(Stored records)
▼▼▼

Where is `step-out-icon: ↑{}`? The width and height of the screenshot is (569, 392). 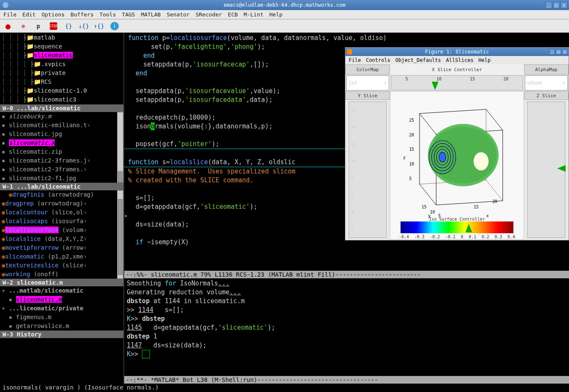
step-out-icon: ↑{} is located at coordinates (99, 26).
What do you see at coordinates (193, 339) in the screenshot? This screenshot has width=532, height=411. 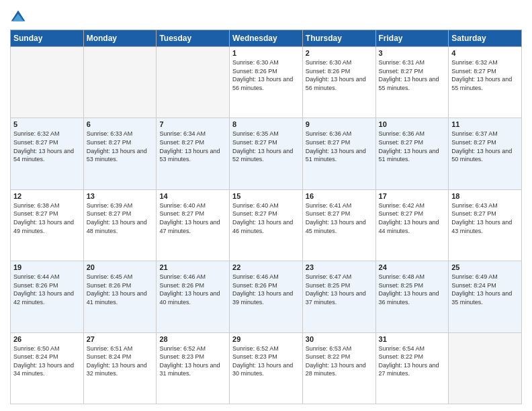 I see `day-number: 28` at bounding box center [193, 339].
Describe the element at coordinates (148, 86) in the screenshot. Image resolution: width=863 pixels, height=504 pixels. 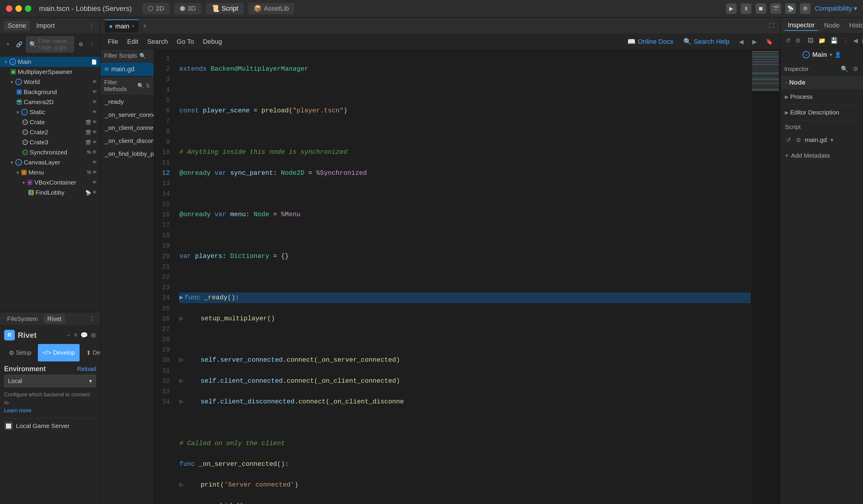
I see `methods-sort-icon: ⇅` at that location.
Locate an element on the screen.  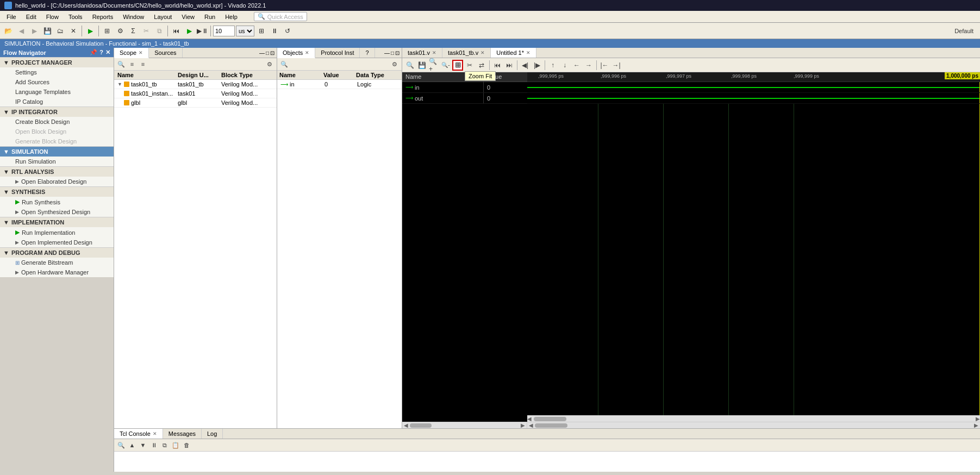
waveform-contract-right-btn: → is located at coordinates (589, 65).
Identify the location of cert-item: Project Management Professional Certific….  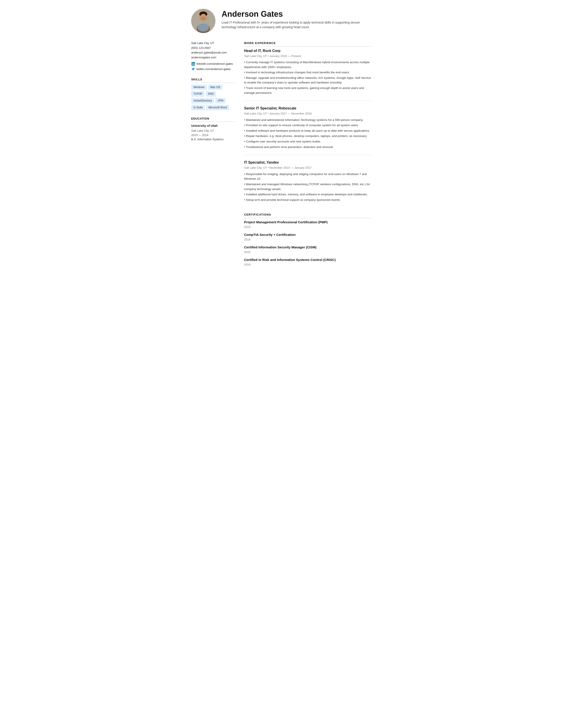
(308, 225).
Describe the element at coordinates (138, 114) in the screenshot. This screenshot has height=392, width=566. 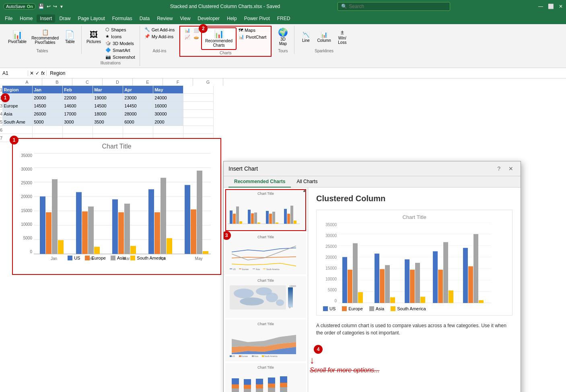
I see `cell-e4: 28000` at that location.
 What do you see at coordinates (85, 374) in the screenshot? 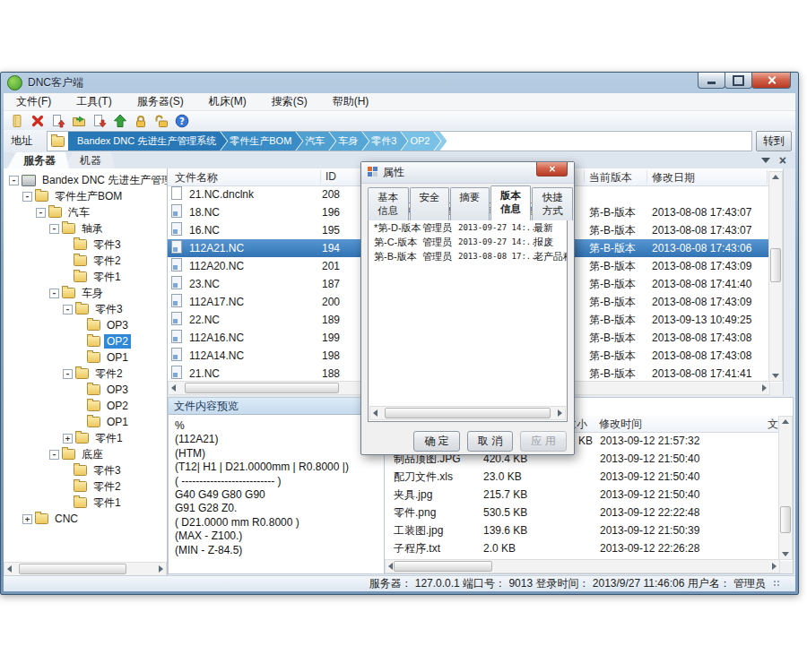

▲▲▲
▼▼▼

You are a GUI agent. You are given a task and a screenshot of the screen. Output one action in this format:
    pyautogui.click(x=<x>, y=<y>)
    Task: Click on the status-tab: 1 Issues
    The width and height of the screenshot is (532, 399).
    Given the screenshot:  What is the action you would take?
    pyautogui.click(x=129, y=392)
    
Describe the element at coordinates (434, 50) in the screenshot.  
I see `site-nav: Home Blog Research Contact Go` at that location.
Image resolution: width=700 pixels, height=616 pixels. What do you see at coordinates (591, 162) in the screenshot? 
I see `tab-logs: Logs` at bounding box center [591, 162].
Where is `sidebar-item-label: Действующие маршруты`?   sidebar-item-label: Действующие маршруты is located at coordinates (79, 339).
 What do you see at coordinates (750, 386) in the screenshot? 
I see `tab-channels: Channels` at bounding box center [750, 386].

▲▲▲

Leave out the images and write out the lines above exactly, from the one with "Identify the location" up to and including the one with "What do you see at coordinates (85, 374)".

→ **TASK RESPONSE**
Identify the location of cert-item: Project Management Professional Certific….  
(308, 225).
Describe the element at coordinates (138, 114) in the screenshot. This screenshot has height=392, width=566. 
I see `cell-e4: 28000` at that location.
 What do you see at coordinates (85, 374) in the screenshot? 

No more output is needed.